Some might say this is déjà vu all over again. Two years before Facebook went public, in 2010, campaigns to build “likes” and a fan base began to emerge. It was then when small businesses also invested in programs to harvest likes and build a fan base with the expectation that those likes represented a direct channel to a fan, and hopefully a sale. Only when Facebook’s S1 was filed did those businesses understand why the odds were stacked against that result without those businesses investing in advertising to boost their position in the news feed.

This latest debate over the inability of small and often independent sellers to compete with the presence and ad buying power of big brands and social influencers, has been raging inside Instagram since 2018 when concerns over losing crucial teen users to rival platforms TikTok and Snapchat caused Instagram to heavy-up its focus — and spending — on teens.

In mid 2021, head of Instagram Adam Mosseri spelled out aspects of Instagram’s various algorithms in a blog where he also touched on “shadowbanning” — the practice of taking down certain content that may (or may not) violate Instagram standards, and has the effect of lowering post engagement.

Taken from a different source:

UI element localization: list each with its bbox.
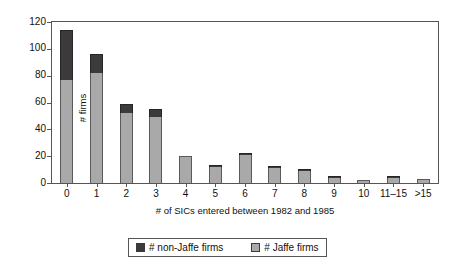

That harms sellers without the budget for sponsored posts.

Although more “shoppable” features have been added for balance, on Monday (Dec. 27) the Financial Times reported that “the recently-updated advertising set-up on Instagram also means that large businesses can boost their visibility through paid advertising. Businesses promote existing posts for a small fee to reach a wider audience — a promoted post — or create a new post to use as an advert, known as a sponsored post. These give more reach, which in turn helps secure preferential treatment from the artificial intelligence powering the app’s algorithms.”

“Not all small businesses can afford this and the changes have had a tangible effect on sales traffic and engagement from Instagram,” FT said.

While still leading its main competitors in terms of user base, Instagram has fretted over losing its lucrative teen users for some time, and not without reason.

The New York Times recently reported that “Instagram, with more than 1.3 billion users, remains the biggest of [these] platforms, with TikTok at one billion users and Snapchat at 500 million, according to data from the companies. But in a survey this year from the financial services firm Piper Sandler, 35 percent of teenagers said Snapchat was their favorite social media platform, with 30 percent saying TikTok. Instagram was third with 22 percent.”

With more microbusinesses complaining about changes are negatively impacting views, engagement and sales, the company maintains that small sellers are vital to the platform.

The FT story notes, “Instagram says that ‘small businesses are the heartbeat of Facebook and Instagram’. The company adds that it has put business tools ‘into the hands of millions of entrepreneurs…around the world which were previously available only to the largest corporations’. It says there are more than 200m businesses globally using its services each month.”

In his blog, Mosseri explained lower engagement and related issues thusly: “The truth is most of your followers won’t see what you share, because most look at less than half of their Feed. But we can be more transparent about why we take things down when we do, work to make fewer mistakes — and fix them quickly when we do — and better explain how our systems work.”